Work order = Every record below should be copied exactly, with the pictures left out.

━━━━━ Provided records

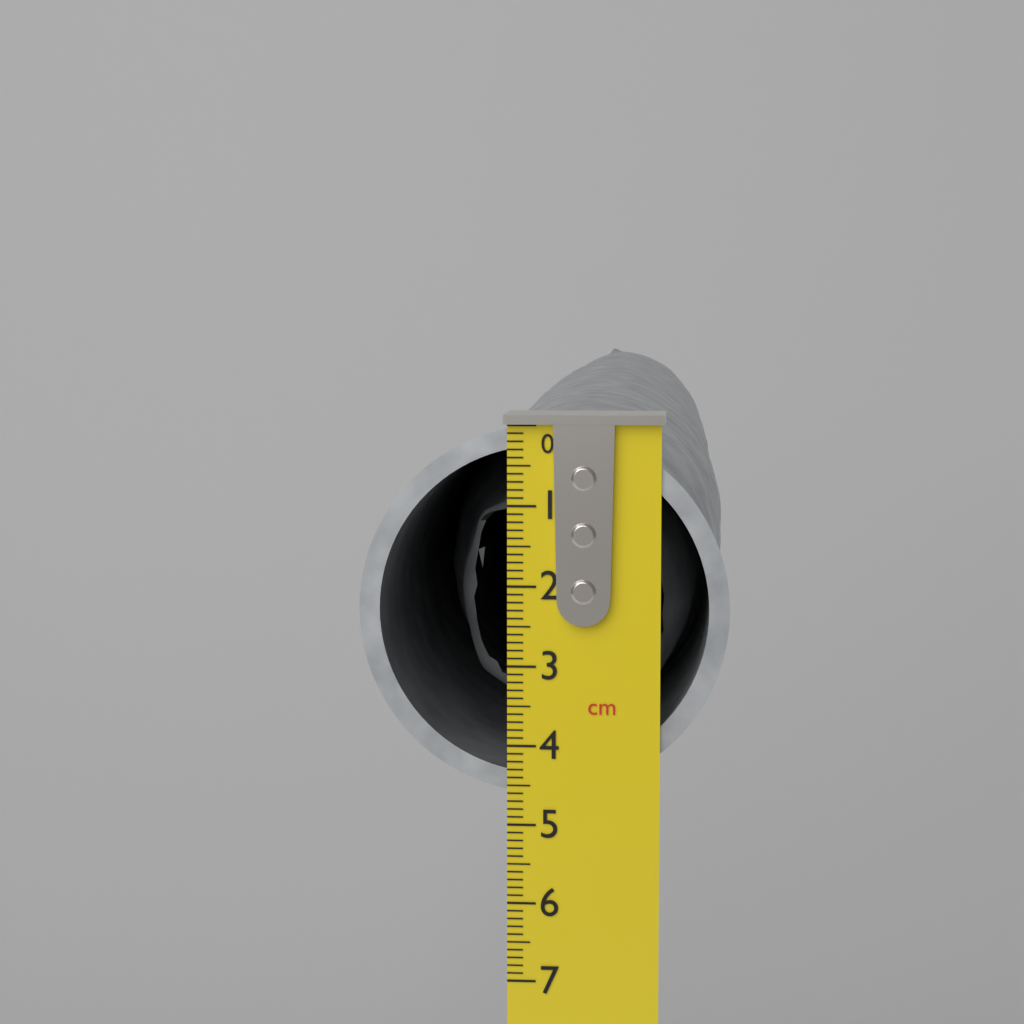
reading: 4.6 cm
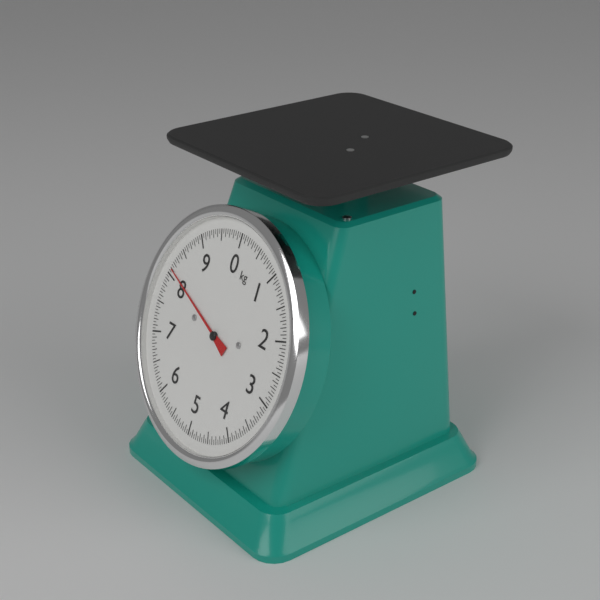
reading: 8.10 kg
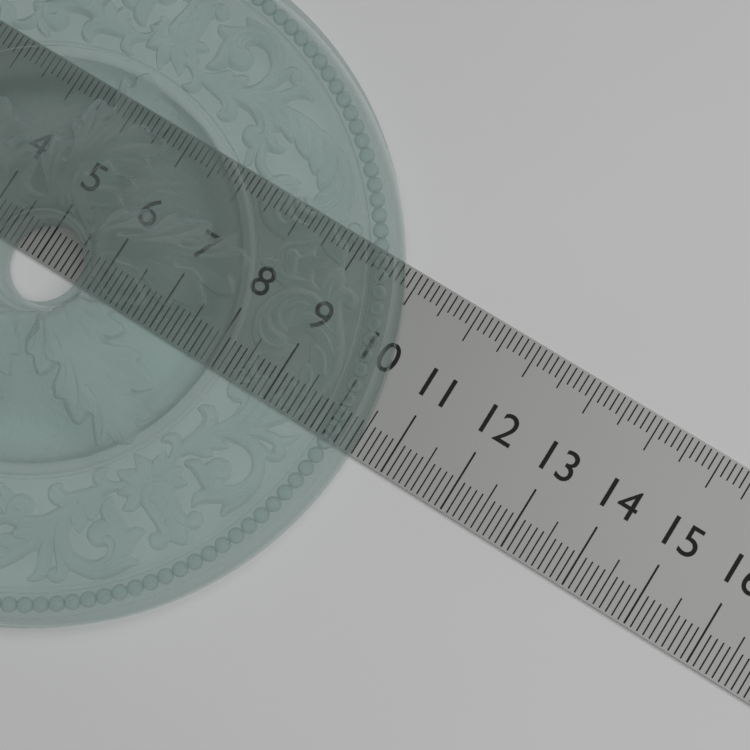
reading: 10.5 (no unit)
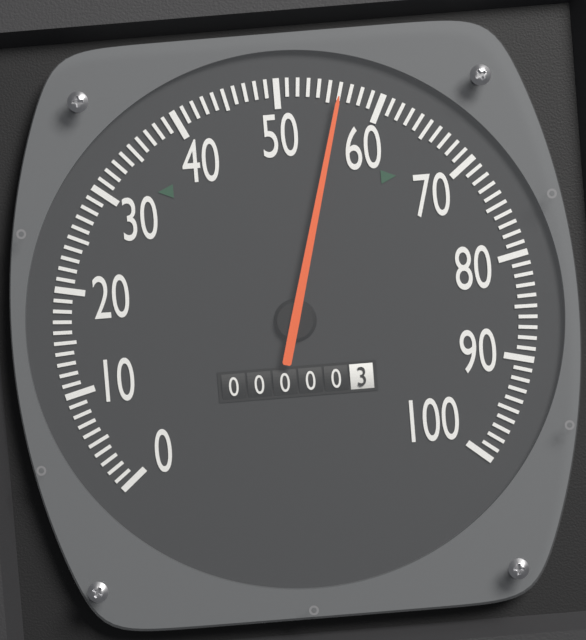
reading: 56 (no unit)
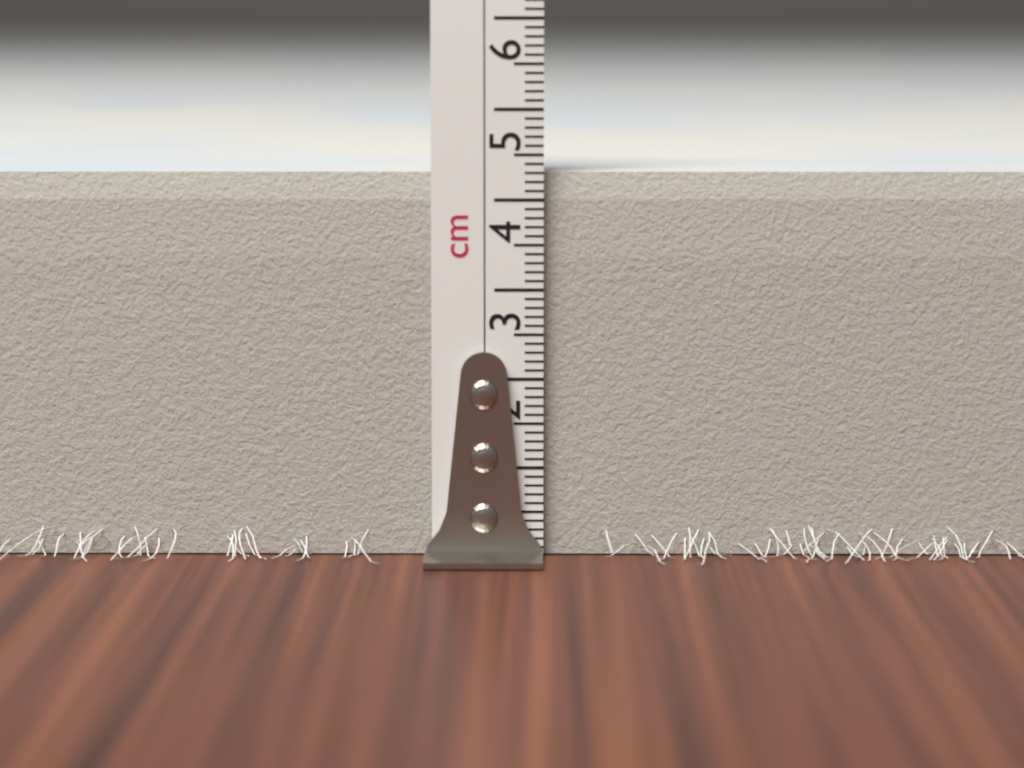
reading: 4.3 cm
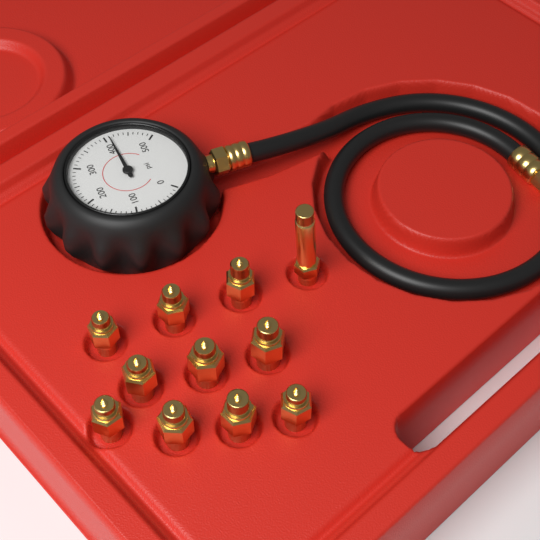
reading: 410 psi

━━━━━━━━━━

Output for this exercise =
reading: 4.6 cm
reading: 8.10 kg
reading: 10.5 (no unit)
reading: 56 (no unit)
reading: 4.3 cm
reading: 410 psi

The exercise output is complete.